Sally Kirkland: Anna
Holly Hunter: Broadcast News
Glenn Close: Fatal Attraction
Meryl Streep: Ironweed
Cher: Moonstruck (winner)
What’s Missing
There were so many good possibilities for Best Actress 1987 that I find myself rather shocked at the fairly bland list that we’ve been provided. The Whales of August managed a nomination for Anne Sothern in a supporting role, but both Lillian Gish and Bette Davis could have merited some consideration as well. This is another year where Mia Farrow was ignored in a Woody Allen film, in this case Radio Days, although admittedly she was probably supporting like virtually everyone in that film; Julie Kavner was probably closer to a lead. Daryl Hannah was probably supporting for Wall Street, which is also probably true of Lisa Bonet in Angel Heart. No one gave The Princess Bride or Robin Wright any credit at the time (hindsight is always 20/20). The three that I think might have had better chances include Holly Hunter for Raising Arizona instead of the film she was nominated for, Anjelica Huston for the generally ignored The Dead, and finally Stephane Audran for the magical Babette’s Feast.
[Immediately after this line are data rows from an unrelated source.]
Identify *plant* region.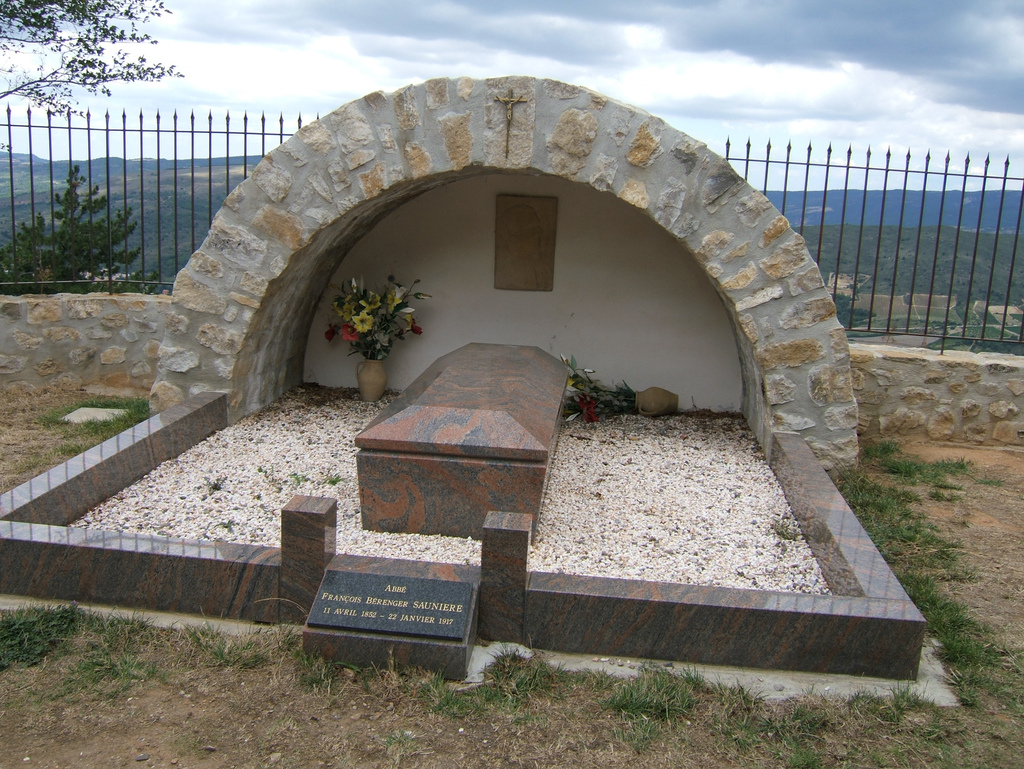
Region: [x1=568, y1=668, x2=704, y2=762].
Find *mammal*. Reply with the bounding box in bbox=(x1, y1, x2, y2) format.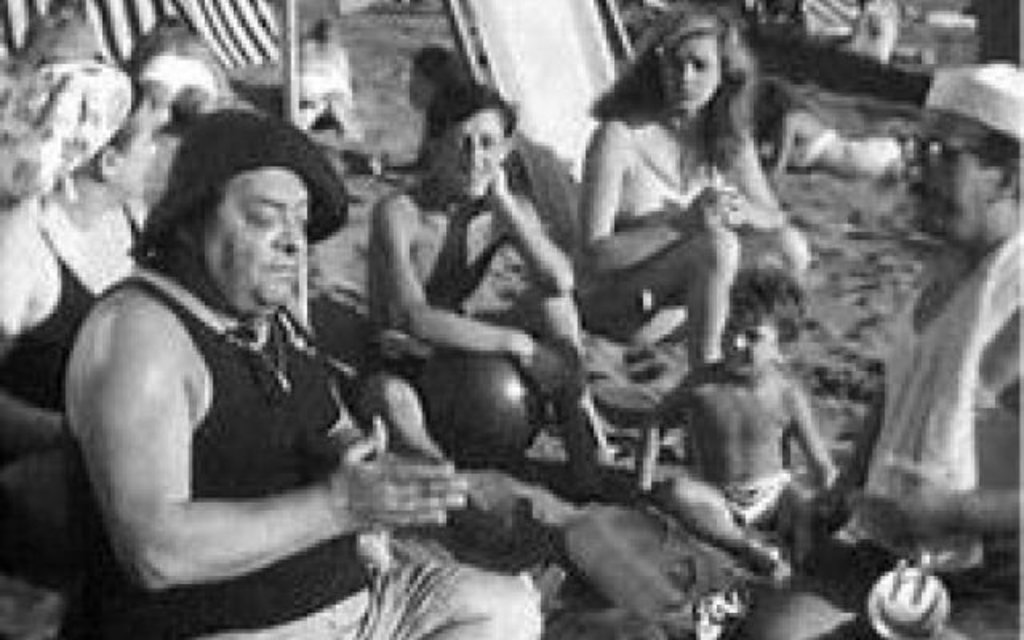
bbox=(59, 107, 541, 638).
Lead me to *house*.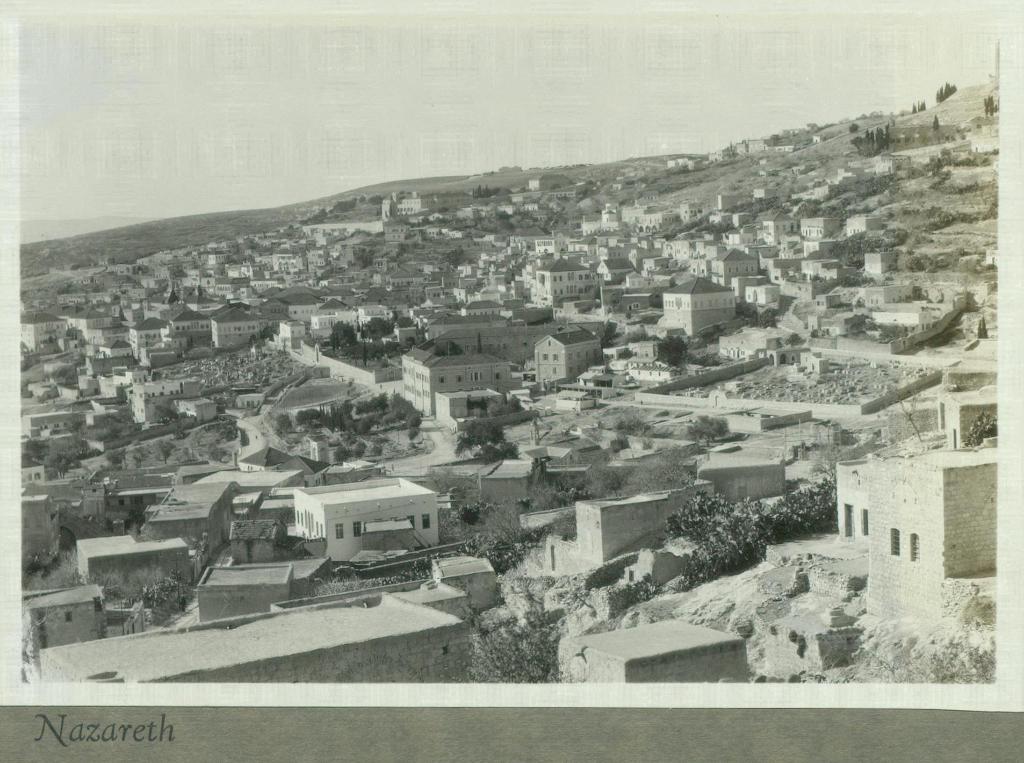
Lead to 936,383,1000,454.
Weeding through the Nominees
5. It would seem much like sacrilege to put Meryl Streep on the bottom of anything, but there are a couple of reasons I’m putting her performance in Ironweed on the bottom. The first is that this is Jack Nicholson’s film in pretty much every respect. The second is that it is so much Nicholson’s film that Streep’s nomination feels like category inflation and she should have been nominated (if at all) for a supporting Oscar. Streep, of course, always belongs somewhere in the mix, but for this year, she was in the wrong place.
4. I really dislike Broadcast News, and because of it, I disliked Holly Hunter for far longer than she deserved. Hunter never got the respect she deserved from me for at least a decade because of how put off I was by this film. Had she been nominated for the far-superior Raising Arizona, we’d be having a different conversation right now, but here we are, stuck with her nominated for an irritating film an in an irritating role. Hunter deserved a better first movie for me, and a better nomination for 1987.
3. I like Cher just fine as an actress. I think it’s easy to underestimate her or to equate her with her otherwise bizarre persona, but when she’s given a good role, she can do a lot with it. Moonstruck is a fine example of this. She is more than adequate for the role here, and in fact, she’s damn good in it. But, and this is perhaps unfair to Cher, it’s not a movie I ever think I want to watch a second time. There’s not enough there for me to really consider coming back to it, and that has to count against anything it might win, including Cher’s eventual Oscar.
2. Of these five movies, Anna is my least favorite by some distance. And yet, Sally Kirkland has made it all the way to second place for this award. Why? Because despite the fact that the movie is a dead bore and the screenplay isn’t worth anything like her best work, Kirkland swings for the fences the whole time and connects on just about everything thrown at her. She is so clearly the only thing in this film worth seeing that I have trouble remembering anyone or anything else about it, except for the fact that I didn’t like it.
My Choice
1. By rights, this was Glenn Close’s Oscar. Just as I am constantly staggered that Mia Farrow has never been nominated or that Donald Sutherland has similarly never been considered for an Oscar, the fact that Glenn Close has managed to have so great and noteworthy a career for so long without an Oscar is amazing to me. Close is the reason that anyone remembers Fatal Attraction (well, her and the rabbit), and Close is the reason that plenty of men thought twice about straying in their marriages after 1987. She is still a remarkable actress, and has been for at least three decades…and the Academy should have recognized that here.